What Republicans and Fidel Castro Have in Common
It's no secret that the humanities and social sciences are under assault, leaving supporters in the unhappy position of trying to explain why cutting them is bad for business (it is even a serious problem in Britain). Those who support the cuts argue that the so-called STEM disciplines are what we need instead. The overall argument is summed up very neatly by Florida Governor Rick Scott:
"You know, we don't need a lot more anthropologists in the state. It's a great degree if people want to get it, but we don't need them here," he said.
Scott said students need to focus on studying subjects that can get them jobs—specifically in high-growth areas such as STEM.
"I want to spend our dollars giving people science, technology, engineering, math degrees. That's what our kids need to focus all their time and attention on," he said. "So when they get out of school, they can get a job."
What's interesting is that these predominantly Republican calls to push everyone toward STEM are exactly the same as Fidel Castro's years ago, and for exactly the same reasons. We want people working, not thinking subversive abstract thoughts that don't lead to a trade.
University enrollments expanded greatly beyond the pre-1959 levels, and the focus of education changed, social sciences, and law, which prepared one for government positions, to the sciences, engineering, architecture, and agriculture to serve the larger needs of a socialist society (p. 93).
Thomas M. Leonard, Fidel Castro: A Biography
There was a strong technical bias to higher education that encouraged enrolment in engineering and discouraged it in the humanities (p. 483).
Leslie Bethell, The Cambridge History of Latin America
The essential problem both with anti-humanities Republicans and Fidel Castro is that they view education as a zero-sum game: if we want to support STEM then we have to cut non-STEM. The far better solution is to support both, and to acknowledge the importance of both technical and non-technical degrees.
3 comments:
We need more anthropologists to conduct studies on Florida political culture.
Learning to think critically about social structures and histories? not surprising that politicians of all stripes find this uninteresting.
In the Florida case, responses from Florida anthropology students powerfully made the argument that the discipline is critical to the state's functions (and, it turns out, is counted as a STEM discipline in the state).
While like all my colleagues I was proud of these younger, passionate anthropologists, in my own blog post on this, I examined a wider range of issues raised by this attack and the category of anti-intellectual attacks it is part of.
I concluded that "Even if every anthropology major in the country ended up working in some field unrelated to the discipline itself, the training anthropology gives in reasoning, in questioning what is known and certain, is the most valuable thing about being an anthropology student or scholar."
And I think you can substitute other disciplines there-- even, maybe, French.
"We want people working, not thinking subversive abstract thoughts that don't lead to a trade."
This seems to presuppose that, if one studies something that does lead to a trade, that person is learning only to work, not to think. I personally don't think this is the line of defense that social scientists ought to be using.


Your assignment
For this exercise, transcribe all the entries exactly as given and omit the images.

Dataset entries
- - -

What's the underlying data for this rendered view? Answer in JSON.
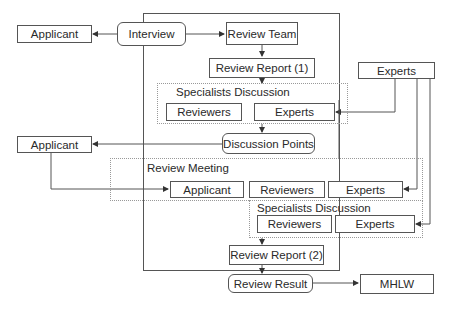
{
  "diagram": {
    "nodes": {
      "applicant_top": "Applicant",
      "interview": "Interview",
      "review_team": "Review Team",
      "review_report_1": "Review Report (1)",
      "experts_right": "Experts",
      "discussion_points": "Discussion Points",
      "applicant_left": "Applicant",
      "review_report_2": "Review Report (2)",
      "review_result": "Review Result",
      "mhlw": "MHLW"
    },
    "groups": {
      "specialists_discussion_1": {
        "label": "Specialists Discussion",
        "members": [
          "Reviewers",
          "Experts"
        ]
      },
      "review_meeting": {
        "label": "Review Meeting",
        "members": [
          "Applicant",
          "Reviewers",
          "Experts"
        ]
      },
      "specialists_discussion_2": {
        "label": "Specialists Discussion",
        "members": [
          "Reviewers",
          "Experts"
        ]
      }
    },
    "edges": [
      {
        "from": "Interview",
        "to": "Applicant"
      },
      {
        "from": "Interview",
        "to": "Review Team"
      },
      {
        "from": "Review Team",
        "to": "Review Report (1)"
      },
      {
        "from": "Review Report (1)",
        "to": "Specialists Discussion"
      },
      {
        "from": "Experts",
        "to": "Specialists Discussion / Experts"
      },
      {
        "from": "Specialists Discussion",
        "to": "Discussion Points"
      },
      {
        "from": "Discussion Points",
        "to": "Applicant"
      },
      {
        "from": "Applicant",
        "to": "Review Meeting / Applicant"
      },
      {
        "from": "Experts",
        "to": "Review Meeting / Experts"
      },
      {
        "from": "Experts",
        "to": "Specialists Discussion (2) / Experts"
      },
      {
        "from": "Specialists Discussion (2)",
        "to": "Review Report (2)"
      },
      {
        "from": "Review Report (2)",
        "to": "Review Result"
      },
      {
        "from": "Review Result",
        "to": "MHLW"
      }
    ]
  }
}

- - -

The completed task
What's the underlying data for this rendered view? Answer in JSON.
{
  "diagram": {
    "nodes": {
      "applicant_top": "Applicant",
      "interview": "Interview",
      "review_team": "Review Team",
      "review_report_1": "Review Report (1)",
      "experts_right": "Experts",
      "discussion_points": "Discussion Points",
      "applicant_left": "Applicant",
      "review_report_2": "Review Report (2)",
      "review_result": "Review Result",
      "mhlw": "MHLW"
    },
    "groups": {
      "specialists_discussion_1": {
        "label": "Specialists Discussion",
        "members": [
          "Reviewers",
          "Experts"
        ]
      },
      "review_meeting": {
        "label": "Review Meeting",
        "members": [
          "Applicant",
          "Reviewers",
          "Experts"
        ]
      },
      "specialists_discussion_2": {
        "label": "Specialists Discussion",
        "members": [
          "Reviewers",
          "Experts"
        ]
      }
    },
    "edges": [
      {
        "from": "Interview",
        "to": "Applicant"
      },
      {
        "from": "Interview",
        "to": "Review Team"
      },
      {
        "from": "Review Team",
        "to": "Review Report (1)"
      },
      {
        "from": "Review Report (1)",
        "to": "Specialists Discussion"
      },
      {
        "from": "Experts",
        "to": "Specialists Discussion / Experts"
      },
      {
        "from": "Specialists Discussion",
        "to": "Discussion Points"
      },
      {
        "from": "Discussion Points",
        "to": "Applicant"
      },
      {
        "from": "Applicant",
        "to": "Review Meeting / Applicant"
      },
      {
        "from": "Experts",
        "to": "Review Meeting / Experts"
      },
      {
        "from": "Experts",
        "to": "Specialists Discussion (2) / Experts"
      },
      {
        "from": "Specialists Discussion (2)",
        "to": "Review Report (2)"
      },
      {
        "from": "Review Report (2)",
        "to": "Review Result"
      },
      {
        "from": "Review Result",
        "to": "MHLW"
      }
    ]
  }
}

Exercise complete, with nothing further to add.